IMPORTING LABOR ELECTRONICALLY -- CATCHING ON  

Several of my past columns pointed out the recent intrusion into the North American marketplace of imported electronic labor. When what's valuable today travels at the speed of light around our planet and beyond, it should soon be perceived as normal that those people with the required skills for the communications age can enter the global marketplace anywhere with impunity. The transition is already well underway.

Another new offer recently hit my screen .. this time from CyberSoft, Inc. in The Philippines, via their North American marketing base in San Francisco. Their prices start at US 75 cents per 1,000 computer keystrokes with a guaranteed accuracy rate of 99.95 percent.
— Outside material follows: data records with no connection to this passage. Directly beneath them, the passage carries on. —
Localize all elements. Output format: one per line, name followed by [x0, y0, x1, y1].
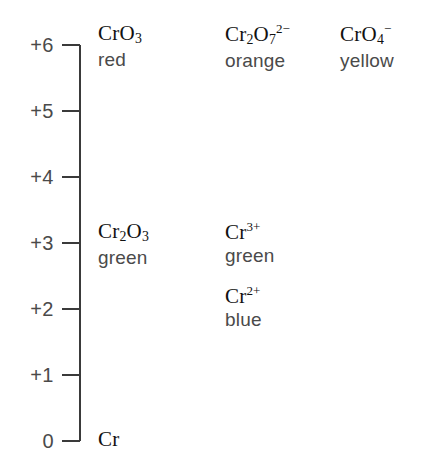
species-cr2o3: Cr2O3 green [98, 220, 149, 270]
axis-label-plus4: +4 [8, 166, 54, 189]
axis-tick-plus4 [62, 176, 80, 178]
species-formula: Cr2+ [225, 284, 262, 307]
species-cro3: CrO3 red [98, 22, 142, 72]
species-formula: Cr [98, 429, 120, 450]
species-cr-metal: Cr [98, 429, 120, 450]
axis-tick-zero [62, 440, 80, 442]
axis-tick-plus6 [62, 44, 80, 46]
species-colour-label: green [225, 244, 275, 268]
species-chromate: CrO4− yellow [340, 22, 394, 72]
species-formula: Cr2O72− [225, 22, 290, 48]
axis-label-plus2: +2 [8, 298, 54, 321]
species-colour-label: orange [225, 49, 290, 73]
species-cr3plus: Cr3+ green [225, 220, 275, 267]
species-formula: Cr3+ [225, 220, 275, 243]
axis-label-plus1: +1 [8, 364, 54, 387]
axis-tick-plus3 [62, 242, 80, 244]
oxidation-state-diagram: +6 +5 +4 +3 +2 +1 0 CrO3 red Cr2O72− ora… [0, 0, 429, 463]
species-colour-label: yellow [340, 49, 394, 73]
axis-tick-plus5 [62, 110, 80, 112]
axis-label-plus3: +3 [8, 232, 54, 255]
species-colour-label: blue [225, 308, 262, 332]
axis-tick-plus1 [62, 374, 80, 376]
species-colour-label: red [98, 48, 142, 72]
species-dichromate: Cr2O72− orange [225, 22, 290, 72]
axis-label-plus6: +6 [8, 34, 54, 57]
species-formula: Cr2O3 [98, 220, 149, 245]
axis-tick-plus2 [62, 308, 80, 310]
axis-label-plus5: +5 [8, 100, 54, 123]
axis-label-zero: 0 [8, 430, 54, 453]
species-formula: CrO4− [340, 22, 394, 48]
species-colour-label: green [98, 246, 149, 270]
species-cr2plus: Cr2+ blue [225, 284, 262, 331]
species-formula: CrO3 [98, 22, 142, 47]
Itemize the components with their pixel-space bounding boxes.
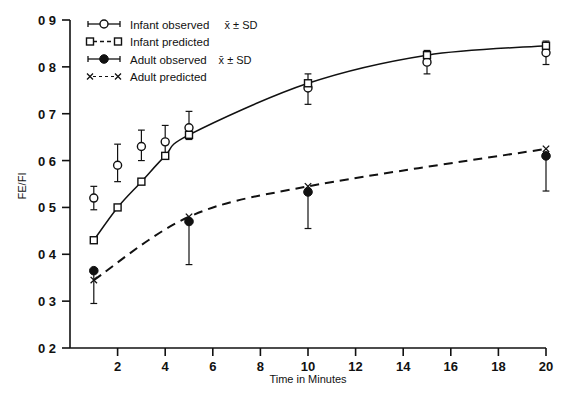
- y-tick-label: 0 8: [38, 60, 56, 75]
- x-tick-label: 6: [209, 359, 216, 374]
- legend-label: Infant observed: [130, 19, 209, 31]
- y-tick-label: 0 4: [38, 247, 57, 262]
- open-circle-marker: [542, 49, 550, 57]
- legend-suffix: x̄ ± SD: [225, 19, 258, 31]
- x-axis-title: Time in Minutes: [269, 373, 347, 385]
- open-square-marker: [424, 52, 431, 59]
- open-circle-marker: [114, 161, 122, 169]
- x-tick-label: 8: [257, 359, 264, 374]
- x-tick-label: 12: [348, 359, 362, 374]
- open-square-marker: [90, 237, 97, 244]
- x-tick-label: 16: [444, 359, 458, 374]
- open-square-marker: [543, 42, 550, 49]
- x-tick-label: 14: [396, 359, 411, 374]
- open-circle-marker: [90, 194, 98, 202]
- open-circle-marker: [137, 143, 145, 151]
- open-circle-marker: [161, 138, 169, 146]
- open-square-marker: [138, 178, 145, 185]
- y-tick-label: 0 9: [38, 13, 56, 28]
- open-square-marker: [115, 38, 122, 45]
- chart-figure: 0 20 30 40 50 60 70 80 9 246810121416182…: [0, 0, 571, 399]
- y-tick-label: 0 3: [38, 294, 56, 309]
- open-square-marker: [186, 131, 193, 138]
- open-square-marker: [87, 38, 94, 45]
- y-tick-label: 0 5: [38, 200, 56, 215]
- open-square-marker: [305, 80, 312, 87]
- y-axis-title: FE/FI: [16, 173, 28, 200]
- filled-circle-marker: [100, 55, 109, 64]
- filled-circle-marker: [90, 266, 99, 275]
- chart-canvas: 0 20 30 40 50 60 70 80 9 246810121416182…: [0, 0, 571, 399]
- open-circle-marker: [423, 58, 431, 66]
- open-square-marker: [162, 152, 169, 159]
- open-circle-marker: [100, 20, 108, 28]
- x-tick-label: 18: [491, 359, 505, 374]
- filled-circle-marker: [542, 152, 551, 161]
- legend-label: Adult predicted: [130, 71, 207, 83]
- y-tick-label: 0 6: [38, 154, 56, 169]
- y-tick-label: 0 2: [38, 341, 56, 356]
- legend-label: Adult observed: [130, 54, 207, 66]
- x-tick-label: 20: [539, 359, 553, 374]
- open-circle-marker: [185, 124, 193, 132]
- open-square-marker: [114, 204, 121, 211]
- x-tick-label: 2: [114, 359, 121, 374]
- legend-label: Infant predicted: [130, 36, 209, 48]
- x-tick-label: 10: [301, 359, 315, 374]
- chart-background: [0, 0, 571, 399]
- x-tick-label: 4: [162, 359, 170, 374]
- y-tick-label: 0 7: [38, 107, 56, 122]
- legend-suffix: x̄ ± SD: [219, 54, 252, 66]
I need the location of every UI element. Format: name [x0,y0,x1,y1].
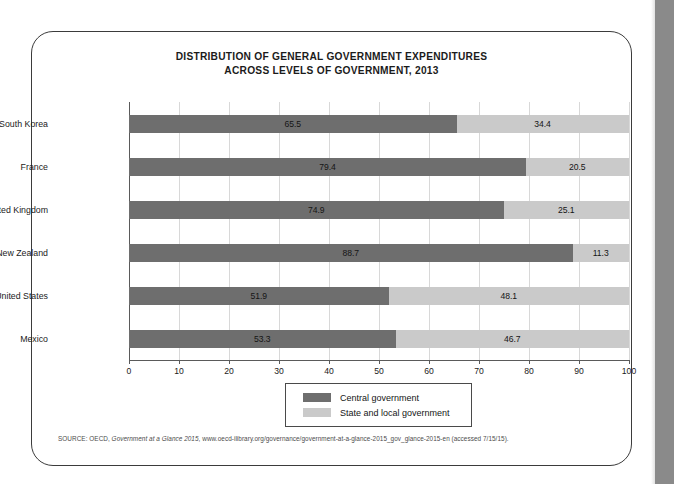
bar-row: 74.925.1 [129,201,629,219]
source-title-italic: Government at a Glance 2015 [112,435,199,442]
x-axis-tick-mark [529,360,530,364]
chart-title: DISTRIBUTION OF GENERAL GOVERNMENT EXPEN… [32,50,631,78]
category-label: France [21,158,48,176]
source-prefix: SOURCE: OECD, [58,435,112,442]
bar-value-label-state-local: 20.5 [569,158,586,176]
bar-value-label-central: 65.5 [284,115,301,133]
bar-value-label-state-local: 48.1 [500,287,517,305]
x-axis-tick-mark [429,360,430,364]
bar-row: 79.420.5 [129,158,629,176]
legend-item: State and local government [286,405,471,420]
bar-value-label-central: 88.7 [342,244,359,262]
bar-row: 88.711.3 [129,244,629,262]
bar-value-label-state-local: 34.4 [534,115,551,133]
legend-swatch-central [303,393,331,402]
bar-value-label-state-local: 11.3 [593,244,609,262]
bar-value-label-central: 79.4 [319,158,336,176]
category-label: Mexico [20,330,48,348]
x-axis-tick-mark [229,360,230,364]
source-note: SOURCE: OECD, Government at a Glance 201… [58,434,616,444]
x-axis-tick-label: 70 [474,366,484,376]
x-axis-tick-mark [329,360,330,364]
x-axis-tick-mark [379,360,380,364]
x-axis-tick-label: 80 [524,366,534,376]
x-axis-tick-mark [579,360,580,364]
bar-value-label-central: 74.9 [308,201,325,219]
x-axis-tick-label: 90 [574,366,584,376]
chart-legend: Central governmentState and local govern… [285,383,472,427]
legend-item: Central government [286,390,471,405]
x-axis-tick-label: 100 [622,366,636,376]
legend-label: State and local government [340,408,450,418]
x-axis-tick-mark [129,360,130,364]
category-label: New Zealand [0,244,48,262]
figure-card: DISTRIBUTION OF GENERAL GOVERNMENT EXPEN… [31,31,632,466]
x-axis-tick-label: 10 [174,366,184,376]
bar-value-label-central: 51.9 [250,287,267,305]
bar-value-label-central: 53.3 [254,330,271,348]
bar-value-label-state-local: 25.1 [558,201,575,219]
x-axis-tick-label: 30 [274,366,284,376]
category-label: South Korea [0,115,48,133]
x-axis-tick-label: 20 [224,366,234,376]
x-axis-tick-label: 60 [424,366,434,376]
category-label: United States [0,287,48,305]
plot-area: 65.534.479.420.574.925.188.711.351.948.1… [129,102,629,360]
chart-title-line-1: DISTRIBUTION OF GENERAL GOVERNMENT EXPEN… [32,50,631,64]
x-axis-tick-mark [279,360,280,364]
x-axis-tick-mark [629,360,630,364]
x-axis-tick-label: 0 [127,366,132,376]
x-axis-tick-label: 40 [324,366,334,376]
legend-swatch-state-local [303,408,331,417]
bar-value-label-state-local: 46.7 [504,330,521,348]
bar-row: 51.948.1 [129,287,629,305]
page-edge-strip [655,0,674,484]
x-axis-tick-mark [179,360,180,364]
bar-row: 65.534.4 [129,115,629,133]
x-axis-tick-mark [479,360,480,364]
category-label: United Kingdom [0,201,48,219]
chart-title-line-2: ACROSS LEVELS OF GOVERNMENT, 2013 [32,64,631,78]
x-axis-tick-label: 50 [374,366,384,376]
source-suffix: , www.oecd-ilibrary.org/governance/gover… [199,435,509,442]
bar-row: 53.346.7 [129,330,629,348]
gridline [629,102,630,360]
legend-label: Central government [340,393,419,403]
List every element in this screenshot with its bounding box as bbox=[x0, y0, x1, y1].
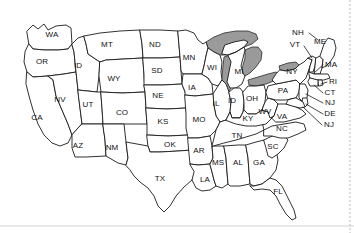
state-label-ri: RI bbox=[329, 78, 337, 86]
state-label-az: AZ bbox=[73, 142, 83, 150]
state-label-tn: TN bbox=[232, 132, 243, 140]
leader-line-vt bbox=[304, 46, 312, 58]
state-label-nd: ND bbox=[149, 41, 161, 49]
state-label-va: VA bbox=[277, 113, 287, 121]
state-label-md: NJ bbox=[324, 121, 334, 129]
state-label-wa: WA bbox=[46, 31, 59, 39]
state-label-in: ID bbox=[228, 97, 236, 105]
state-label-ca: CA bbox=[31, 114, 42, 122]
state-label-oh: OH bbox=[246, 95, 258, 103]
state-ne-shape bbox=[144, 84, 188, 109]
state-label-ga: GA bbox=[253, 159, 265, 167]
state-label-ia: IA bbox=[188, 84, 196, 92]
state-label-mo: MO bbox=[192, 116, 205, 124]
state-label-nj: NJ bbox=[325, 99, 335, 107]
state-label-il: IL bbox=[213, 100, 220, 108]
state-label-ar: AR bbox=[193, 147, 204, 155]
state-label-sd: SD bbox=[151, 67, 162, 75]
state-ct-shape bbox=[308, 78, 318, 86]
state-label-tx: TX bbox=[155, 175, 165, 183]
state-label-fl: FL bbox=[273, 188, 283, 196]
state-wy-shape bbox=[99, 58, 145, 93]
state-label-la: LA bbox=[200, 176, 210, 184]
state-label-ma: MA bbox=[325, 61, 337, 69]
state-label-sc: SC bbox=[267, 143, 278, 151]
state-label-pa: PA bbox=[278, 87, 288, 95]
leader-line-ct bbox=[314, 85, 323, 93]
state-label-mn: MN bbox=[183, 54, 196, 62]
state-label-wy: WY bbox=[107, 75, 120, 83]
state-label-mt: MT bbox=[101, 41, 113, 49]
state-label-de: DE bbox=[324, 110, 335, 118]
leader-line-md bbox=[303, 107, 322, 125]
state-label-nv: NV bbox=[54, 96, 65, 104]
state-label-ct: CT bbox=[325, 89, 336, 97]
state-mt-shape bbox=[84, 30, 143, 62]
state-label-ok: OK bbox=[164, 141, 176, 149]
state-label-id: ID bbox=[74, 62, 82, 70]
state-label-ny: NY bbox=[286, 68, 297, 76]
state-label-me: ME bbox=[314, 38, 326, 46]
state-label-nm: NM bbox=[106, 144, 119, 152]
state-label-ks: KS bbox=[158, 118, 169, 126]
state-label-wi: WI bbox=[207, 64, 217, 72]
state-label-or: OR bbox=[36, 58, 48, 66]
state-label-wv: WV bbox=[258, 108, 271, 116]
state-label-ms: MS bbox=[212, 159, 224, 167]
state-label-al: AL bbox=[233, 159, 243, 167]
state-label-vt: VT bbox=[290, 41, 300, 49]
us-states-map-figure: WAORIDMTWYNDSDNEKSCANVUTCOAZNMTXOKMNIAMO… bbox=[0, 0, 354, 233]
state-label-nc: NC bbox=[276, 125, 288, 133]
state-label-nh: NH bbox=[292, 29, 304, 37]
state-label-ky: KY bbox=[243, 115, 254, 123]
leader-line-nj bbox=[306, 94, 323, 103]
state-label-ne: NE bbox=[152, 92, 163, 100]
state-ri-shape bbox=[318, 80, 323, 86]
state-label-ut: UT bbox=[83, 101, 94, 109]
state-label-co: CO bbox=[116, 109, 128, 117]
state-label-mi: MI bbox=[234, 68, 243, 76]
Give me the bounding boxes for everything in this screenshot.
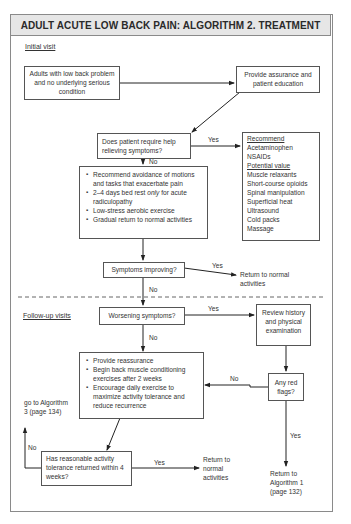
node-return-normal-2: Return to normal activities <box>203 455 243 482</box>
node-red-flags: Any red flags? <box>268 373 304 401</box>
followup-item: Provide reassurance <box>93 356 199 365</box>
followup-item: Begin back muscle conditioning exercises… <box>93 365 199 383</box>
node-algorithm-1: Return to Algorithm 1 (page 132) <box>270 469 315 496</box>
node-adults-low-back: Adults with low back problem and no unde… <box>24 66 120 100</box>
node-recommend-list: Recommend Acetaminophen NSAIDs Potential… <box>242 132 320 241</box>
recommend-item: Acetaminophen <box>247 143 315 152</box>
edge-label-yes: Yes <box>290 432 301 439</box>
edge-label-no: No <box>149 334 157 341</box>
edge-label-no: No <box>149 158 157 165</box>
potential-heading: Potential value <box>247 161 315 170</box>
node-algorithm-3: go to Algorithm 3 (page 134) <box>24 398 69 416</box>
node-review-history: Review history and physical examination <box>256 304 311 346</box>
potential-item: Superficial heat <box>247 197 315 206</box>
edge-label-yes: Yes <box>212 262 223 269</box>
node-followup-actions: Provide reassurance Begin back muscle co… <box>79 352 204 419</box>
potential-item: Short-course opioids <box>247 179 315 188</box>
section-initial-visit: Initial visit <box>25 43 55 50</box>
potential-item: Muscle relaxants <box>247 170 315 179</box>
node-activity-tolerance: Has reasonable activity tolerance return… <box>41 451 132 486</box>
node-worsening: Worsening symptoms? <box>99 307 185 325</box>
edge-label-no: No <box>230 375 238 382</box>
recommend-heading: Recommend <box>247 134 315 143</box>
node-require-help: Does patient require help relieving symp… <box>97 133 191 159</box>
potential-item: Massage <box>247 224 315 233</box>
node-assurance: Provide assurance and patient education <box>236 66 320 93</box>
recommend-item: NSAIDs <box>247 152 315 161</box>
node-symptoms-improving: Symptoms improving? <box>103 262 185 278</box>
edge-label-no: No <box>149 286 157 293</box>
edge-label-yes: Yes <box>208 305 219 312</box>
potential-item: Spinal manipulation <box>247 188 315 197</box>
edge-label-yes: Yes <box>208 136 219 143</box>
potential-item: Ultrasound <box>247 206 315 215</box>
advice-item: Recommend avoidance of motions and tasks… <box>93 170 203 188</box>
section-follow-up-visits: Follow-up visits <box>23 312 71 319</box>
potential-item: Cold packs <box>247 215 315 224</box>
advice-item: Low-stress aerobic exercise <box>93 206 203 215</box>
advice-item: Gradual return to normal activities <box>93 215 203 224</box>
node-initial-advice: Recommend avoidance of motions and tasks… <box>79 166 208 239</box>
edge-label-no: No <box>28 444 36 451</box>
node-return-normal-1: Return to normal activities <box>240 270 310 288</box>
followup-item: Encourage daily exercise to maximize act… <box>93 383 199 410</box>
advice-item-bed-rest: 2–4 days bed rest only for acute radicul… <box>93 188 203 206</box>
edge-label-yes: Yes <box>154 459 165 466</box>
That kind of proficiency is simply not available here in North America. What does this mean? Computer data entry is time-consuming. It is also b-o-r-i-n-g, and carries a high rate of burn-out here.

In The Philippines most jobs become a matter of living or existing. Workers force themselves to learn more, faster and to make no mistakes. That makes Philippinos competitive in a world looking for the right attitude. CyberSoft, Inc. has learned how to make this attractive to North American software developers and other companies looking for low-cost data entry. This company has more than 200 highly educated and well-trained personnel, providing an inexpensive long-distance work force. CyberSoft, operates from the campus at the University of the Philippines in Manila.

Tied in with relatively low-cost modern skills, these groups use satellite communications, high-speed modems, facsimile machines and overnight express carriers to speed their finished products around the world.

A telephone company here, for example has to pay around $12 an hour to staff punching in data from say, the sales department that handles Yellow Page advertising, or for even white page listings. The general salary for the same work in the Philippines is about 15 percent of that charged in the U.S. and because such work has been commanding even higher rates in Canada, the current spread here is even greater. In spite of costly and strict quality control in the Far East, the savings to Western companies still run 50 percent less.

CyberSoft is progressing beyond straight data entry. Need a map digitized? Technical manuals, geological well logs or medical journal inputting? They're doing it all.

Canada currently has about 1.5 million people unemployed. Yet there are 800,000 jobs that can't be filled because the required skills are not held by our unemployed. Just as is being done in New York by the New York Life Insurance Company, which has to go offshore to Ireland because they can't find workers who can spell and who have the required computer skills.